-------- Source material --------
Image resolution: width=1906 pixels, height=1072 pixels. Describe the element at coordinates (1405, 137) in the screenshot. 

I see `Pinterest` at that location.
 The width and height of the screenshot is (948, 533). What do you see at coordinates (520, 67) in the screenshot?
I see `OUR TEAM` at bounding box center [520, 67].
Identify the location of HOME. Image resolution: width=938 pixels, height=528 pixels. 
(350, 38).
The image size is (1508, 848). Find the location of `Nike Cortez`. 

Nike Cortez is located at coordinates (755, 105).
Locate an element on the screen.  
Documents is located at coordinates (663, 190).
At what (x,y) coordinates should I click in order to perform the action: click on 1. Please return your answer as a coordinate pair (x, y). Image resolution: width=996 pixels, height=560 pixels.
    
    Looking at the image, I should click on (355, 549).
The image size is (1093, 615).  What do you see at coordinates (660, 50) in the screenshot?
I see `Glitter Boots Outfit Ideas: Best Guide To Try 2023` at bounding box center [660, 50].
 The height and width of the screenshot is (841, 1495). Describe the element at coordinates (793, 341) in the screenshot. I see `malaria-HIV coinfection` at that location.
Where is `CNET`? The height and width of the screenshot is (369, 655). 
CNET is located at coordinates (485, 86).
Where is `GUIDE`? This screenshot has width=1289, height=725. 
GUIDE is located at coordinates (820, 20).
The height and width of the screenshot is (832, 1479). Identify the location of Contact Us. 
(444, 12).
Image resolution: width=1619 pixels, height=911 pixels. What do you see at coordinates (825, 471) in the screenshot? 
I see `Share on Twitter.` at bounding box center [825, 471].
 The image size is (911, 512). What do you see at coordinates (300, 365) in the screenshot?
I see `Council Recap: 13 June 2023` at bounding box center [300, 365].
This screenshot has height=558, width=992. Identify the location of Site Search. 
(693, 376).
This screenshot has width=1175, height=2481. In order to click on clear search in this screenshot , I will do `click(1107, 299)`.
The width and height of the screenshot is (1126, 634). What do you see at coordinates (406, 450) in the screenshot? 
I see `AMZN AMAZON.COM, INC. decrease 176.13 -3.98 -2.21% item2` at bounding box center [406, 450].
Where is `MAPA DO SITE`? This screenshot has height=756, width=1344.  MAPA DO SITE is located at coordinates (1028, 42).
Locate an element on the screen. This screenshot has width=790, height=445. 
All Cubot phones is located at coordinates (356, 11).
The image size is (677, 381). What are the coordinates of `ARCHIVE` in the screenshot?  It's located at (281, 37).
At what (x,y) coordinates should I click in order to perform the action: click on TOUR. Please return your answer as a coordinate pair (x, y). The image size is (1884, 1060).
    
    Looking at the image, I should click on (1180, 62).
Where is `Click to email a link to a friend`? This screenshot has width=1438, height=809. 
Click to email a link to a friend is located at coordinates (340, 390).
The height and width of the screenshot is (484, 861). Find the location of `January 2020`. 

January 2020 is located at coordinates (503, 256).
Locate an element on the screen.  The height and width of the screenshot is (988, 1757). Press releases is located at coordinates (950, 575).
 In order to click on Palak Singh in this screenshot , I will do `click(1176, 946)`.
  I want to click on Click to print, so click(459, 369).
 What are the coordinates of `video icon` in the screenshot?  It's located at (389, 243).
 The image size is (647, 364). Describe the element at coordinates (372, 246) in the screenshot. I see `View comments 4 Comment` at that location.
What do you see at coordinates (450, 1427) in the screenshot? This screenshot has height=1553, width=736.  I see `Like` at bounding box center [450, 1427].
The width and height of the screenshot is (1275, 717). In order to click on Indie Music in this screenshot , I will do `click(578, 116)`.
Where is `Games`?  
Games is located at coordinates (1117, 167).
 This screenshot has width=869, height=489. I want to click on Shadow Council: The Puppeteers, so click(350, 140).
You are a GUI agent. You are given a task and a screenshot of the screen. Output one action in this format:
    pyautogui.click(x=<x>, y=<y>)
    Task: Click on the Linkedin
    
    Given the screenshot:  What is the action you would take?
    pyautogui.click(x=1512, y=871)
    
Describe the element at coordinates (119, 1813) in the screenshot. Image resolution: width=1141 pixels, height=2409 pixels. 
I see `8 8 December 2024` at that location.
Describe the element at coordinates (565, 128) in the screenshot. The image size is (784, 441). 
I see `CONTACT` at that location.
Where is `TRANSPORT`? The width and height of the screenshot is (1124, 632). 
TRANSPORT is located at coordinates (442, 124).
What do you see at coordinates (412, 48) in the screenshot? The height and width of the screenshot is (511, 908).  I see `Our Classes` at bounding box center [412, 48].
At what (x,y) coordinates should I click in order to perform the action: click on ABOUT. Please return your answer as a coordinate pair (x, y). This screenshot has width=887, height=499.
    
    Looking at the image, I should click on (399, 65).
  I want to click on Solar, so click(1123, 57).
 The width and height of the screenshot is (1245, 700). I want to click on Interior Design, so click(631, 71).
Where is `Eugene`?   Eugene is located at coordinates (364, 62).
--------
Task goal:
This exercise requires all the entries to be written out again exactly.

Solution:
Image resolution: width=1906 pixels, height=1072 pixels. Describe the element at coordinates (1405, 137) in the screenshot. 

I see `Pinterest` at that location.
 The width and height of the screenshot is (948, 533). What do you see at coordinates (520, 67) in the screenshot?
I see `OUR TEAM` at bounding box center [520, 67].
Identify the location of HOME. Image resolution: width=938 pixels, height=528 pixels. 
(350, 38).
The image size is (1508, 848). Find the location of `Nike Cortez`. 

Nike Cortez is located at coordinates (755, 105).
Locate an element on the screen.  
Documents is located at coordinates (663, 190).
At what (x,y) coordinates should I click in order to perform the action: click on 1. Please return your answer as a coordinate pair (x, y). Image resolution: width=996 pixels, height=560 pixels.
    
    Looking at the image, I should click on (355, 549).
The image size is (1093, 615).  What do you see at coordinates (660, 50) in the screenshot?
I see `Glitter Boots Outfit Ideas: Best Guide To Try 2023` at bounding box center [660, 50].
 The height and width of the screenshot is (841, 1495). Describe the element at coordinates (793, 341) in the screenshot. I see `malaria-HIV coinfection` at that location.
Where is `CNET`? The height and width of the screenshot is (369, 655). 
CNET is located at coordinates (485, 86).
Where is `GUIDE`? This screenshot has width=1289, height=725. 
GUIDE is located at coordinates (820, 20).
The height and width of the screenshot is (832, 1479). Identify the location of Contact Us. 
(444, 12).
Image resolution: width=1619 pixels, height=911 pixels. What do you see at coordinates (825, 471) in the screenshot? 
I see `Share on Twitter.` at bounding box center [825, 471].
 The image size is (911, 512). What do you see at coordinates (300, 365) in the screenshot?
I see `Council Recap: 13 June 2023` at bounding box center [300, 365].
This screenshot has height=558, width=992. Identify the location of Site Search. 
(693, 376).
This screenshot has width=1175, height=2481. In order to click on clear search in this screenshot , I will do `click(1107, 299)`.
The width and height of the screenshot is (1126, 634). What do you see at coordinates (406, 450) in the screenshot? 
I see `AMZN AMAZON.COM, INC. decrease 176.13 -3.98 -2.21% item2` at bounding box center [406, 450].
Where is `MAPA DO SITE`? This screenshot has height=756, width=1344.  MAPA DO SITE is located at coordinates (1028, 42).
Locate an element on the screen. This screenshot has width=790, height=445. 
All Cubot phones is located at coordinates (356, 11).
The image size is (677, 381). What are the coordinates of `ARCHIVE` in the screenshot?  It's located at (281, 37).
At what (x,y) coordinates should I click in order to perform the action: click on TOUR. Please return your answer as a coordinate pair (x, y). The image size is (1884, 1060).
    
    Looking at the image, I should click on (1180, 62).
Where is `Click to email a link to a friend`? This screenshot has width=1438, height=809. 
Click to email a link to a friend is located at coordinates (340, 390).
The height and width of the screenshot is (484, 861). Find the location of `January 2020`. 

January 2020 is located at coordinates (503, 256).
Locate an element on the screen.  The height and width of the screenshot is (988, 1757). Press releases is located at coordinates (950, 575).
 In order to click on Palak Singh in this screenshot , I will do `click(1176, 946)`.
  I want to click on Click to print, so click(459, 369).
 What are the coordinates of `video icon` in the screenshot?  It's located at (389, 243).
 The image size is (647, 364). Describe the element at coordinates (372, 246) in the screenshot. I see `View comments 4 Comment` at that location.
What do you see at coordinates (450, 1427) in the screenshot? This screenshot has height=1553, width=736.  I see `Like` at bounding box center [450, 1427].
The width and height of the screenshot is (1275, 717). In order to click on Indie Music in this screenshot , I will do `click(578, 116)`.
Where is `Games`?  
Games is located at coordinates (1117, 167).
 This screenshot has width=869, height=489. I want to click on Shadow Council: The Puppeteers, so click(350, 140).
You are a GUI agent. You are given a task and a screenshot of the screen. Output one action in this format:
    pyautogui.click(x=<x>, y=<y>)
    Task: Click on the Linkedin
    
    Given the screenshot:  What is the action you would take?
    pyautogui.click(x=1512, y=871)
    
Describe the element at coordinates (119, 1813) in the screenshot. Image resolution: width=1141 pixels, height=2409 pixels. 
I see `8 8 December 2024` at that location.
Describe the element at coordinates (565, 128) in the screenshot. The image size is (784, 441). 
I see `CONTACT` at that location.
Where is `TRANSPORT`? The width and height of the screenshot is (1124, 632). 
TRANSPORT is located at coordinates (442, 124).
What do you see at coordinates (412, 48) in the screenshot? The height and width of the screenshot is (511, 908).  I see `Our Classes` at bounding box center [412, 48].
At what (x,y) coordinates should I click in order to perform the action: click on ABOUT. Please return your answer as a coordinate pair (x, y). This screenshot has width=887, height=499.
    
    Looking at the image, I should click on (399, 65).
  I want to click on Solar, so click(1123, 57).
 The width and height of the screenshot is (1245, 700). I want to click on Interior Design, so click(631, 71).
Where is `Eugene`?   Eugene is located at coordinates (364, 62).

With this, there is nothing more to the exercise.